Once a predominantly African-American city, South Vista opened the twenty-first century with a large Latino/a majority and a significant population of Pacific Islanders. Using an innovative blend of critical ethnography and social language methodologies, Paris offers the voices and experiences of South Vista youth as a window into how today's young people challenge and reinforce ethnic and linguistic difference in demographically changing urban schools and communities. The ways African-American language, Spanish and Samoan are used within and across ethnicity in social and academic interactions, text messages and youth authored rap lyrics show urban young people enacting both new and old visions of pluralist cultural spaces. Paris illustrates how understanding youth communication, ethnicity and identities in changing urban landscapes like South Vista offers crucial avenues for researchers and educators to push for more equitable schools and a more equitable society.
Django Paris is the James A. and Cherry A. Banks Professor of Multicultural Education and director of the Banks Center for Educational Justice at the University of Washington. His research and teaching focus on understanding and sustaining languages, literacies, and lifeways among youth of color in the context of demographic and social change.

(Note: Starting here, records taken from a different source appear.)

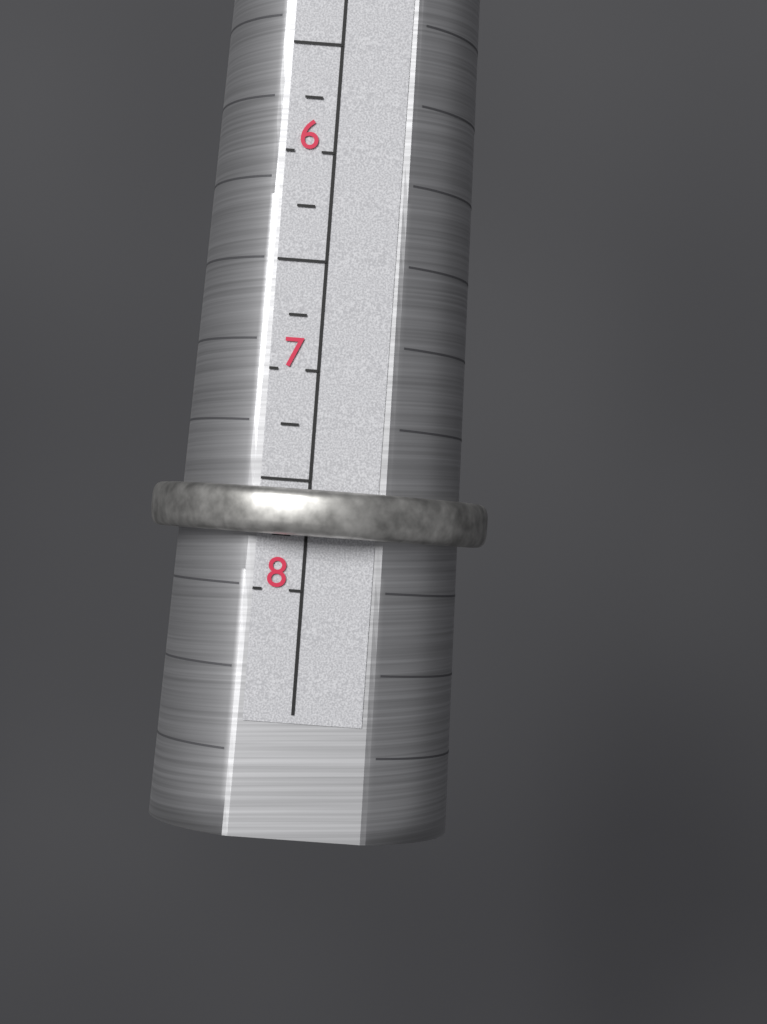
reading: 7.75 (no unit)
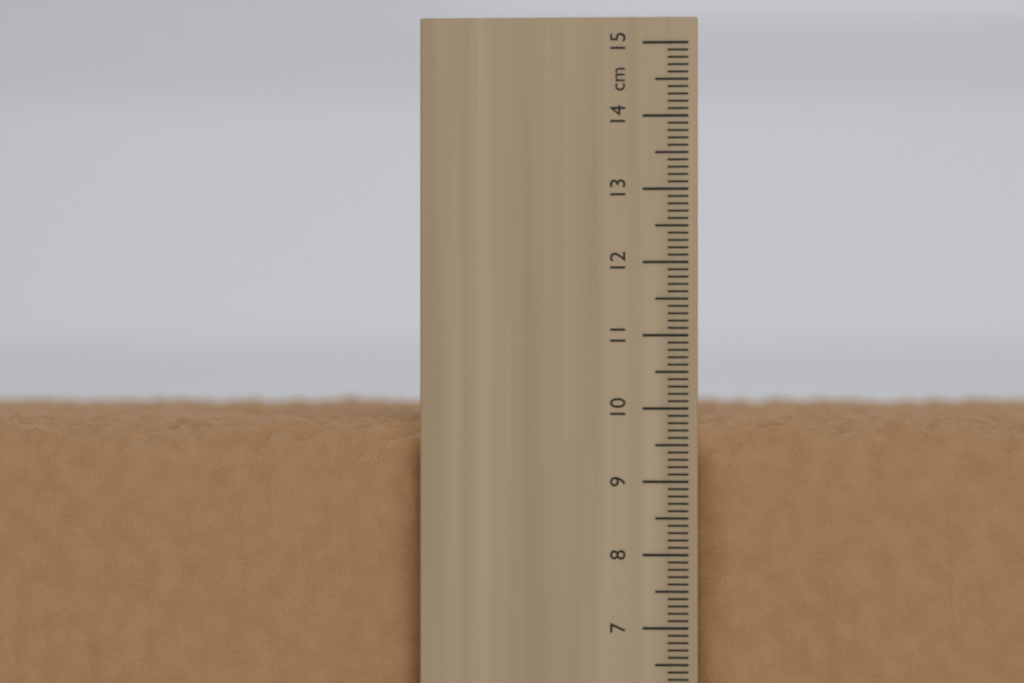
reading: 9.9 cm
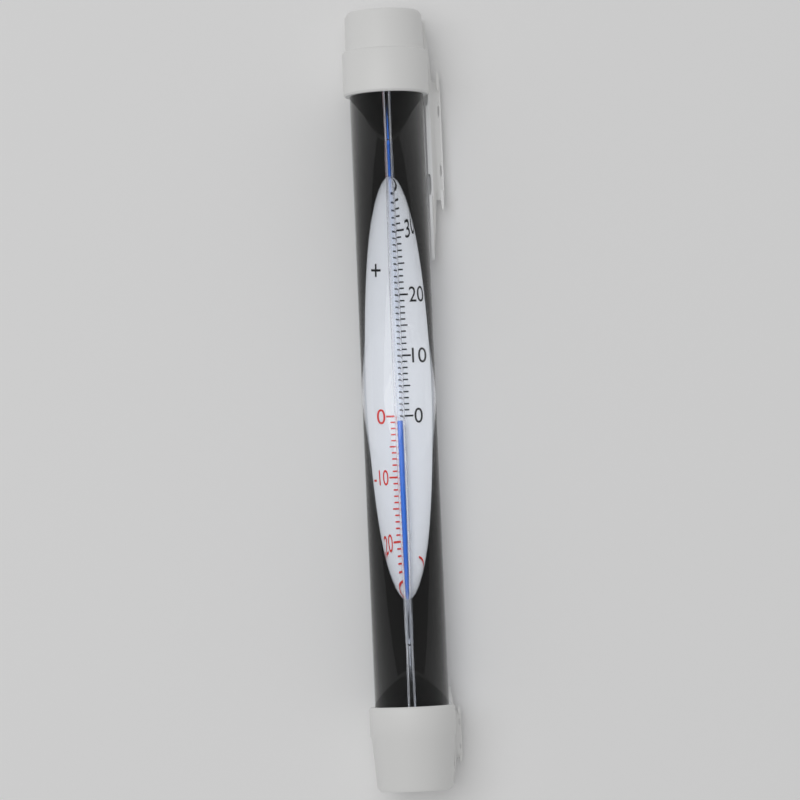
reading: -1 °C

Along with H. Samy Alim, he is the coeditor of Culturally Sustaining Pedagogies: Teaching and Learning for Justice in a Changing World.
It’s so interesting to read a book whose information came from students who were my age in 2007 and comparing it to the conversations and experiments we were doing in our own school on the other side of the country. Definitely a proper mirror to consider how Paris’ calls to actions have manifested or not almost a decade later.